The painter with the eternal smile, tall and skinny like a Modigliani figure, tried to get rid little by little of that implicit label of a well-to-do girl that she brought from the cradle: she was Alvear’s granddaughter on her mother’s side, she was raised in the Sans Souci de San Fernando, among governesses who spoke in English.

From her beginnings in painting, she knew how to stand out for her creativity in the art world, a space in which female artists were not usually abundant. This is how she began her career as an abstract painter and then, maintaining that line, she turned towards images of nature.

Her first individual exhibition was at the Bonino Gallery in Buenos Aires in 1956: Robirosa was then just over 20 years old and a young critic from the newspaper El Mundo pointed out that one of the paintings by this new artist reminded him of Paul Klee in the layout of horizontal lines whose color variants suggested other shapes. The journalist at the time was a future painter, Luis Felipe Noé, barely a year younger than her.

Robirosa was part in 1957 of the group called seven abstract painters also made up of Marta Peluffo, Rómulo Macció, Clorindo Testa, Víctor Chab, Kazuya Sakai and Osvaldo Borda. The artist exhibited in the most important spaces of the artistic avant-garde and her time at the Di Tella Institute stands out.

At the end of the 1950s, the critic Jorge Romero Brest invited her to join the Argentine submission to the São Paulo Biennial. She participated in the first edition of the Di Tella Award, 1960, and the Ver y Estimar Honor Award, 1960 and 1961.

During the 1960s and early 1970s, he participated in numerous exhibitions that spread Argentine art abroad, and in the 1980s he was part of the official shipments that toured various cities around the world celebrating the return of democracy.

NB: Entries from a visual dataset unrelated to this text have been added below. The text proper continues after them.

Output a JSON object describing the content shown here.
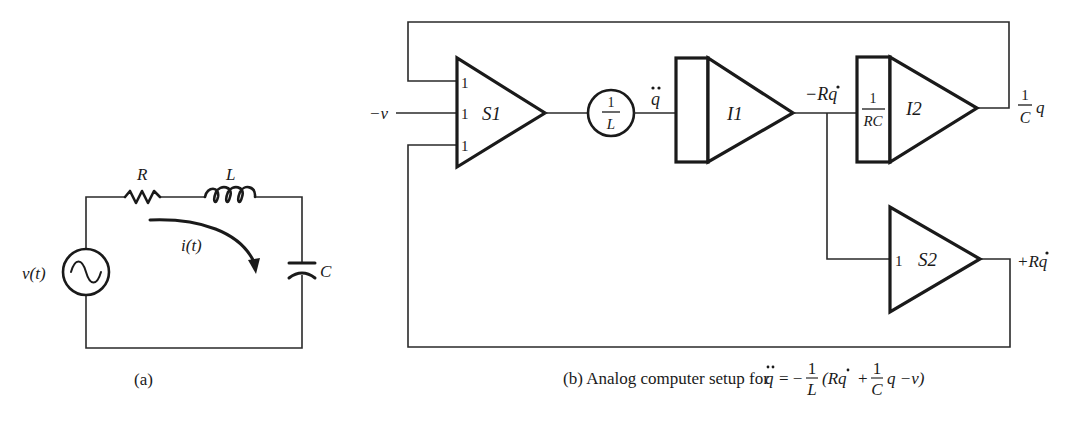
{
  "figure_a": {
    "caption": "(a)",
    "source_label": "v(t)",
    "resistor_label": "R",
    "inductor_label": "L",
    "capacitor_label": "C",
    "current_label": "i(t)"
  },
  "figure_b": {
    "caption_prefix": "(b) Analog computer setup for ",
    "equation": {
      "lhs": "q",
      "equals": "= −",
      "frac1_num": "1",
      "frac1_den": "L",
      "paren_open": "(Rq",
      "plus": "+",
      "frac2_num": "1",
      "frac2_den": "C",
      "tail": "q −v)"
    },
    "input_label": "−v",
    "summer1": {
      "name": "S1",
      "gains": [
        "1",
        "1",
        "1"
      ]
    },
    "pot": {
      "num": "1",
      "den": "L"
    },
    "qddot_label": "q",
    "integrator1": {
      "name": "I1"
    },
    "neg_rqdot_label": "−Rq",
    "integrator2": {
      "name": "I2",
      "gain_num": "1",
      "gain_den": "RC"
    },
    "output_q": {
      "num": "1",
      "den": "C",
      "var": "q"
    },
    "summer2": {
      "name": "S2",
      "gain": "1"
    },
    "pos_rqdot_label": "+Rq"
  }
}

Starting in 1984, he began exhibiting at the Ruth Benzacar Gallery, and in 1981, 1999, 2004 and 2005, at the Rubbers Gallery, in 2001.

It was in the 1990s when reviews of her career began: the first monographic book on her career with research and critical study of Mercedes Casanegra was published in 1997 and during that same year a retrospective exhibition of her work was held at the National Museum of Fine Arts, then directed by Jorge Glusberg. In 2002 and 2012 anthological exhibitions were held in the Cronopios room of the Recoleta Cultural Center.

His work is represented in numerous private and institutional collections such as those of the National Museum of Fine Arts, the Museum of Modern Art in Buenos Aires, the Ministry of Foreign Affairs and Worship of the Argentine Republic, the Juan B. Castagnino Museum in Rosario, the Albright-Knox Art Gallery of Buffalo (United States), Blanton Museum of Art, The University of Texas at Austin and JP Morgan Chase Art Collection.

He made murals in public buildings, in two subway stations and in the Argentine Metro Station in Paris.

She is one of the fundamental artists in the history of Argentine plastic arts, with a unique course that is difficult to ascribe to a specific current, since she reinvented herself over and over again throughout her career.

“For me, this painting that I take out of my house, from my workshop, this painting that I hang in front of people, is not my clothes. Not even my skin or my head. My painting is me and this sounds so simple that I don’t know Yes, I must say it. But I must say it so that it is understood why I cannot talk about my painting, “the artist once wrote, not very adept at talking about her creations.

In 2010, the Buenos Aires Legislature declared her an Outstanding Personality of Buenos Aires, the city where she lived and worked all her life.